Brown Declines To Pull Ad Mentioning Ted Kennedy

Brown Declines To Pull Ad Mentioning Ted Kennedy

BOSTON (AP) — Massachusetts Sen. Scott Brown said Monday he would not be pressured by the late Sen. Edward Kennedy’s family to stop running a radio ad claiming that Kennedy’s position was similar to Brown’s in the fight over whether employers should be required to provide birth control coverage or other procedures they oppose on religious or moral grounds.

Kennedy’s son, former U.S. Rep. Patrick Kennedy, has issued an open letter to the Republican senator asking him to pull the ad claiming that the elder Kennedy supported religious exemptions for employers and health insurers, as Brown does.

Brown said Monday he wouldn’t do that. He said he was “confused” by Patrick Kennedy’s letter because the Rhode Island Democrat appeared to share the same position as his father on the issue and in 1997 co-sponsored a similar bill when he was in Congress.

“I’m not going to pull the ad,” Brown told reporters after attending a business roundtable discussion at Boston City Hall. “(The ad) says that I, like his father, have been fighting for a conscience exemption in health care. That’s all the ad says.”

Brown said the younger Kennedy appeared to share the same position as the father on the issue.

“He was the co-sponsor of a bill that says the same exact thing … that based on moral convictions insurers do not have to provide those care and coverages,” Brown said.

Patrick Kennedy did not return a message left with a spokesman Monday.

In the radio ad, Brown said he wanted to protect religious liberties by not forcing religious organizations to offer insurance coverage for practices that go against church teachings.

In his letter, Kennedy said his father agreed that health care providers, including doctors and hospitals, should be allowed a conscience exemption from performing any service that conflicted with their faith. But he said his father would have opposed the amendment Brown supports.

That amendment, proposed by Sen. Roy Blunt, R-Mo., would let health plans deny coverage for certain procedures if that coverage “is contrary to the religious beliefs or moral convictions of the sponsor, issuer, or other entity offering the plan.”

“My father never would have supported this extreme legislation,” Patrick Kennedy wrote. “You are entitled to your own opinions, of course, but I ask that, moving forward, you do not confuse my father’s positions with your own.”

The White House has called the legislation “dangerous and wrong.”

President Barack Obama has offered what he says is a compromise that would allow workers at religious institutions to get free contraception directly from health insurers.

A former aide to Edward Kennedy who was actively involved in writing the 1997 legislation — which did not become law — said it differed significantly from the Blunt amendment and that Kennedy never backed a conscience amendment for insurers. The aide, who requested anonymity because he did not want to appear to be taking sides in a political campaign, said the bill did not specify benefits that must be provided but included language that required doctors to tell patients what care would be in their best interest, even if their insurance would not cover it.

Brown won a 2010 special election for the seat held by Kennedy for nearly a half century until his death. Brown is up for re-election in November and his chief Democratic rival, Harvard Law School professor Elizabeth Warren, met with reporters Monday to again call on Brown to remove the radio ad.

“The family of the late Sen. Kennedy has asked Scott Brown to stop distorting the senator’s record on health care coverage, and I think it is shameful that he refuses to do that,” Warren said.

Warren said the so-called Blunt amendment would create a hole in health care coverage and could result in women being denied basic health care coverage.

“The conscience exemption in the Blunt amendment says any employer or health insurance company can deny preventative health care to any person for any reason,” Warren said.

Warren launched her own radio ad last week in which she said the amendment could threaten women’s access not only to contraception but other basic health services such as mammograms and maternity care.

Brown on Monday called such concerns “red herrings.”

Warren said she hadn’t spoken to Patrick Kennedy directly, but that her campaign had been in touch with former aides to Edward Kennedy who believed Brown was distorting the late senator’s position.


ACTIVITY =>
Images should be left out, and everything else in the listing reproduced exactly.

STORED DATA =>
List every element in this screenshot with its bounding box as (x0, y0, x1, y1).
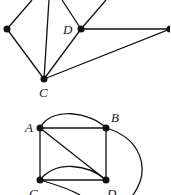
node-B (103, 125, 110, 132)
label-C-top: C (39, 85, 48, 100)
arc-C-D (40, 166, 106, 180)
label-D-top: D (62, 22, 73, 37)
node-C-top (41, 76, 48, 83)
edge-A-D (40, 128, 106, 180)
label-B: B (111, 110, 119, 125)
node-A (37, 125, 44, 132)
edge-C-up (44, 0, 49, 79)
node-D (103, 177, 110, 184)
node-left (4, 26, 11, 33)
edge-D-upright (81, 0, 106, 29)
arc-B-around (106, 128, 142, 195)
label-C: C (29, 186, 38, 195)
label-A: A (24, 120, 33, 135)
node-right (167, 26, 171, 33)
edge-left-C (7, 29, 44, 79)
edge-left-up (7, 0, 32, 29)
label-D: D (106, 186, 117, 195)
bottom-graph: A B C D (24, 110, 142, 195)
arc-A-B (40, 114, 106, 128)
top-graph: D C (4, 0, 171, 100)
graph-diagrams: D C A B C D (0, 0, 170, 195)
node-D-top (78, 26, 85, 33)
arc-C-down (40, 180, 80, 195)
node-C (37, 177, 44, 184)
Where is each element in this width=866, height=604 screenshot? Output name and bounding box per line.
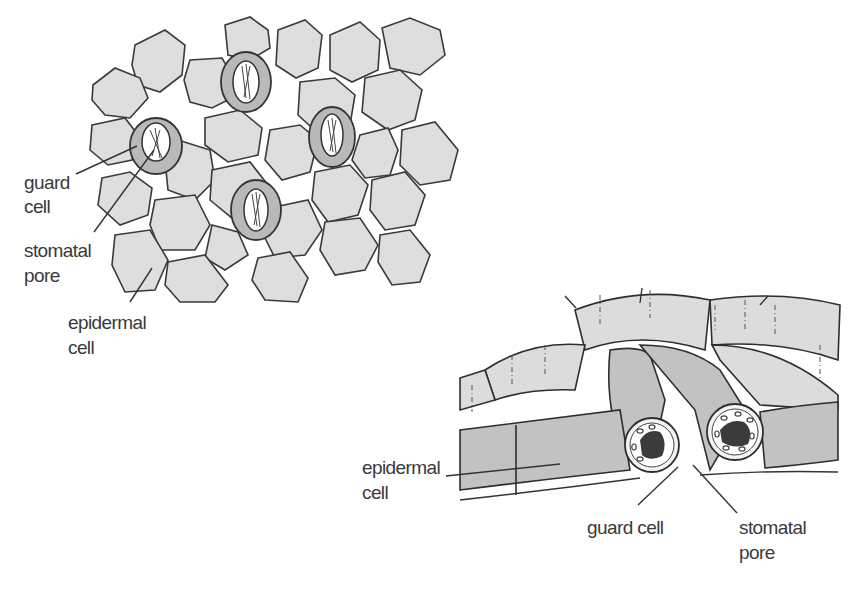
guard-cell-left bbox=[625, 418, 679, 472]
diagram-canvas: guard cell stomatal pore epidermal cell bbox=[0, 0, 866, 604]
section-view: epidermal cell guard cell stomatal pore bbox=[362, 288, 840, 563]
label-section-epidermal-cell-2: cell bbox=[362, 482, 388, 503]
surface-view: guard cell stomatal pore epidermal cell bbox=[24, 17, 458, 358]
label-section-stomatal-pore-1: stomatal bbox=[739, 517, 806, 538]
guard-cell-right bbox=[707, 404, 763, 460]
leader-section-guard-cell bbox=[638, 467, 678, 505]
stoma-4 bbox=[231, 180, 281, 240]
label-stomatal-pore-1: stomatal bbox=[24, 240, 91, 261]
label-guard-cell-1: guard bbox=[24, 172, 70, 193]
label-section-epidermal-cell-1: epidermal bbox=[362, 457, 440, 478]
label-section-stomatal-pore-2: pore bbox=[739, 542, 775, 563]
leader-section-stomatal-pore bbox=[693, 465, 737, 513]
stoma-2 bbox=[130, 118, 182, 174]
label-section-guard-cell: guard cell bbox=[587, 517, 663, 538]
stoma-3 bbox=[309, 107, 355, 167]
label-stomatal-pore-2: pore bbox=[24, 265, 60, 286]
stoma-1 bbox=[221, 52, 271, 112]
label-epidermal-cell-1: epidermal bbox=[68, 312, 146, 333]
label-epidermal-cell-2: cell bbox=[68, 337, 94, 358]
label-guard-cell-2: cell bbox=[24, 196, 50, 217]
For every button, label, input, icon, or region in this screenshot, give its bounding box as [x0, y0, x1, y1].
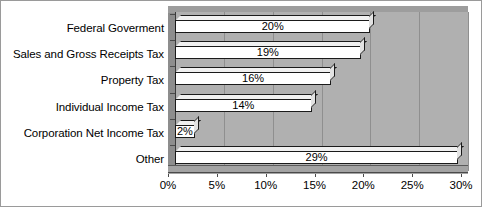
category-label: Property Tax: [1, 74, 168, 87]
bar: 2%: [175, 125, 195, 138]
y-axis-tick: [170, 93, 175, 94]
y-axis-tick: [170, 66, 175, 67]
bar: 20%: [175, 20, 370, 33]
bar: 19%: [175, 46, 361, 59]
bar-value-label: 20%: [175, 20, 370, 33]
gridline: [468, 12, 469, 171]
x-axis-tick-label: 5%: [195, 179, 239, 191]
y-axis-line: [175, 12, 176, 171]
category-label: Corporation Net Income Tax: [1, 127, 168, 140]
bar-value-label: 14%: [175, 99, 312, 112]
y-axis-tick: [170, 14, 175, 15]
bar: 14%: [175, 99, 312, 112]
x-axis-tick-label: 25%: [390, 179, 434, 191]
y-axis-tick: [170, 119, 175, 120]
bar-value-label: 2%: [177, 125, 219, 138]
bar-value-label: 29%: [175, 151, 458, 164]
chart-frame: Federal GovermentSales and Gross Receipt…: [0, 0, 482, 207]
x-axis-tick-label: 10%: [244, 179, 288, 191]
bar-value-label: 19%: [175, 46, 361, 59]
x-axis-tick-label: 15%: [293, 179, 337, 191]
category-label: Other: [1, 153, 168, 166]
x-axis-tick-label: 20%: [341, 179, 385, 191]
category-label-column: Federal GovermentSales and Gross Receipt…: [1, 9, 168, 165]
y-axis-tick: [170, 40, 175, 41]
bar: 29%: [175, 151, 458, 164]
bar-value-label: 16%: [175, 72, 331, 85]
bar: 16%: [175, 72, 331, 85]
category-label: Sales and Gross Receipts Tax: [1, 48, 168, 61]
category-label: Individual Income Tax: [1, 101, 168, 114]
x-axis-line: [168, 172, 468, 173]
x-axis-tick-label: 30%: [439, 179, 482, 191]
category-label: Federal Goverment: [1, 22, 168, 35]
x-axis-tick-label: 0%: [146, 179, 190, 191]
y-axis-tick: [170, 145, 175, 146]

RESPONSE TO THE TASK =>
List every element in this screenshot with its bounding box as (x0, y0, x1, y1).
node-B (103, 125, 110, 132)
label-C-top: C (39, 85, 48, 100)
arc-C-D (40, 166, 106, 180)
label-D-top: D (62, 22, 73, 37)
node-C-top (41, 76, 48, 83)
edge-A-D (40, 128, 106, 180)
label-B: B (111, 110, 119, 125)
node-A (37, 125, 44, 132)
edge-C-up (44, 0, 49, 79)
node-D (103, 177, 110, 184)
node-left (4, 26, 11, 33)
edge-D-upright (81, 0, 106, 29)
arc-B-around (106, 128, 142, 195)
label-C: C (29, 186, 38, 195)
label-A: A (24, 120, 33, 135)
node-right (167, 26, 171, 33)
edge-left-C (7, 29, 44, 79)
edge-left-up (7, 0, 32, 29)
label-D: D (106, 186, 117, 195)
bottom-graph: A B C D (24, 110, 142, 195)
arc-A-B (40, 114, 106, 128)
top-graph: D C (4, 0, 171, 100)
graph-diagrams: D C A B C D (0, 0, 170, 195)
node-D-top (78, 26, 85, 33)
arc-C-down (40, 180, 80, 195)
node-C (37, 177, 44, 184)
Where is each element in this width=866, height=604 screenshot? Output name and bounding box per line.
guard-cell-left bbox=[625, 418, 679, 472]
diagram-canvas: guard cell stomatal pore epidermal cell bbox=[0, 0, 866, 604]
section-view: epidermal cell guard cell stomatal pore bbox=[362, 288, 840, 563]
label-section-epidermal-cell-2: cell bbox=[362, 482, 388, 503]
surface-view: guard cell stomatal pore epidermal cell bbox=[24, 17, 458, 358]
label-section-stomatal-pore-1: stomatal bbox=[739, 517, 806, 538]
guard-cell-right bbox=[707, 404, 763, 460]
leader-section-guard-cell bbox=[638, 467, 678, 505]
stoma-4 bbox=[231, 180, 281, 240]
label-stomatal-pore-1: stomatal bbox=[24, 240, 91, 261]
label-guard-cell-1: guard bbox=[24, 172, 70, 193]
label-section-epidermal-cell-1: epidermal bbox=[362, 457, 440, 478]
label-section-stomatal-pore-2: pore bbox=[739, 542, 775, 563]
leader-section-stomatal-pore bbox=[693, 465, 737, 513]
stoma-2 bbox=[130, 118, 182, 174]
label-section-guard-cell: guard cell bbox=[587, 517, 663, 538]
stoma-3 bbox=[309, 107, 355, 167]
label-stomatal-pore-2: pore bbox=[24, 265, 60, 286]
stoma-1 bbox=[221, 52, 271, 112]
label-epidermal-cell-1: epidermal bbox=[68, 312, 146, 333]
label-epidermal-cell-2: cell bbox=[68, 337, 94, 358]
label-guard-cell-2: cell bbox=[24, 196, 50, 217]
For every button, label, input, icon, or region in this screenshot, give its bounding box as [x0, y0, x1, y1].
category-label: Property Tax: [1, 74, 168, 87]
bar: 2%: [175, 125, 195, 138]
y-axis-tick: [170, 93, 175, 94]
y-axis-tick: [170, 66, 175, 67]
bar: 20%: [175, 20, 370, 33]
bar: 19%: [175, 46, 361, 59]
bar-value-label: 20%: [175, 20, 370, 33]
gridline: [468, 12, 469, 171]
x-axis-tick-label: 5%: [195, 179, 239, 191]
y-axis-line: [175, 12, 176, 171]
category-label: Corporation Net Income Tax: [1, 127, 168, 140]
bar-value-label: 14%: [175, 99, 312, 112]
y-axis-tick: [170, 14, 175, 15]
bar: 14%: [175, 99, 312, 112]
x-axis-tick-label: 25%: [390, 179, 434, 191]
y-axis-tick: [170, 119, 175, 120]
bar-value-label: 2%: [177, 125, 219, 138]
bar-value-label: 29%: [175, 151, 458, 164]
chart-frame: Federal GovermentSales and Gross Receipt…: [0, 0, 482, 207]
x-axis-tick-label: 10%: [244, 179, 288, 191]
bar-value-label: 19%: [175, 46, 361, 59]
x-axis-tick-label: 15%: [293, 179, 337, 191]
category-label: Other: [1, 153, 168, 166]
x-axis-tick-label: 20%: [341, 179, 385, 191]
category-label-column: Federal GovermentSales and Gross Receipt…: [1, 9, 168, 165]
y-axis-tick: [170, 40, 175, 41]
bar: 29%: [175, 151, 458, 164]
bar-value-label: 16%: [175, 72, 331, 85]
bar: 16%: [175, 72, 331, 85]
category-label: Sales and Gross Receipts Tax: [1, 48, 168, 61]
category-label: Individual Income Tax: [1, 101, 168, 114]
x-axis-line: [168, 172, 468, 173]
x-axis-tick-label: 30%: [439, 179, 482, 191]
category-label: Federal Goverment: [1, 22, 168, 35]
x-axis-tick-label: 0%: [146, 179, 190, 191]
y-axis-tick: [170, 145, 175, 146]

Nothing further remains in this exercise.